The council’s recommendation stops short of Steinberg’s and Ridley-Thomas’ initial call for a “right to shelter,” which would not only have required cities to provide immediate beds, but also obligated people experiencing homelessness to come inside. But it adds momentum to the strategy of elevating litigation as a tool to accomplish what compassion and money haven’t been able to do.
Newsom, visiting a homelessness program in Nevada County, said Monday he “would lean in the direction” of speedily deploying a legal “obligation” to supply sufficient services and housing, adding that “a number of cities and counties” have volunteered to do demonstration projects over the next several months, “not the next few years.” (Ridley-Thomas later said he would propose such a pilot in L.A. County this week.)
“I broadly have been encouraging this debate about obligations,” the governor said, adding that “there’s a distinction between rights and obligations.”
Without elaborating on that distinction, he seconded the task force’s point that many of the state’s responsibilities stem from legal mandates: “We do it in almost every other respect,” Newsom said. “On this issue we don’t, and I think that’s missing. The question is how do you do it ... . This is not black and white. This is tough stuff.”
Municipalities made it clear they would need more clarification.
“A legally enforceable mandate can only work with clarity of who’s obligated to do what and what new sustainable resources will fund it; that’s the ticket for clear expectations and accountability,” said Graham Knaus, executive director of the California State Association of Counties, in a statement.

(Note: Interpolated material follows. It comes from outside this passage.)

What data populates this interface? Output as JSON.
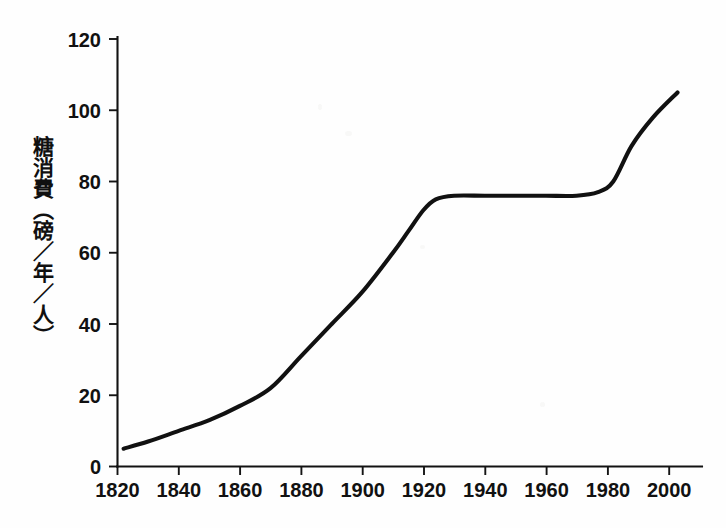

Steinberg, meanwhile, called Monday’s proposal an improvement on the original “right to shelter” concept, saying a mandate by any name would still have the force of law. The point, the mayor said, is to give the courts a legal “last resort” to address pleas to supersede political gridlock, just as federal laws have in the past armed judges to combat other social crises. “It’s analogous to desegregation,” Steinberg said.
The task force’s proposal would let a “designated public official” sue the government for not doing enough to offer emergency and permanent housing to the homeless. A judge could then intervene to force a city to approve an emergency shelter, for example, or redirect budget funds to homelessness services.
The proposal, however, so far lacks specifics on how taxpayers would pay for such a mandate. The letter released by the task force, which includes local elected officials from large and small cities, states that “more state resources will undoubtedly be required” but includes no estimate.
State and local governments in recent years have poured billions into combating homelessness, only to watch the problem worsen as ever-rising rents drive Californians to the streets faster than they can be re-housed. On Friday, for the second straight year, Newsom proposed more than $1 billion in new state funds to fight homelessness, calling it “the issue that defines our times” in California. But the state’s “point-in-time” homeless count jumped 17% between 2018 and last year.
San Diego County Supervisor Nathan Fletcher, a task force member, said leverage is needed.
“We do the things we are required to do first ... then for everything else we try very hard,” Fletcher said. “Absent a legally enforceable obligation, I believe people will continue to try very hard.”
But a legal mandate would arm jurisdictions to tackle “the underlying problem which is poverty,” rather than appease communities with shelter beds, he said.
Putting the Onus on Government
Steinberg and Ridley-Thomas floated the idea of a statewide “right to shelter” law last year. Spurred by decades-old litigation, New York state has a “right to shelter” policy that makes its state and local governments legally liable for having emergency shelter beds available for every unhoused person.
While many credit “right to shelter” for New York’s success in reducing the number of people sleeping on the streets, Newsom and advocates for the homeless have balked at the idea. Some advocates fear it would divert finite funding from permanent supportive housing, which experts say is a more long-term, albeit expensive solution; others worry about cost and potential civil liberties violations that might arise from requiring a homeless person to accept shelter if it’s available.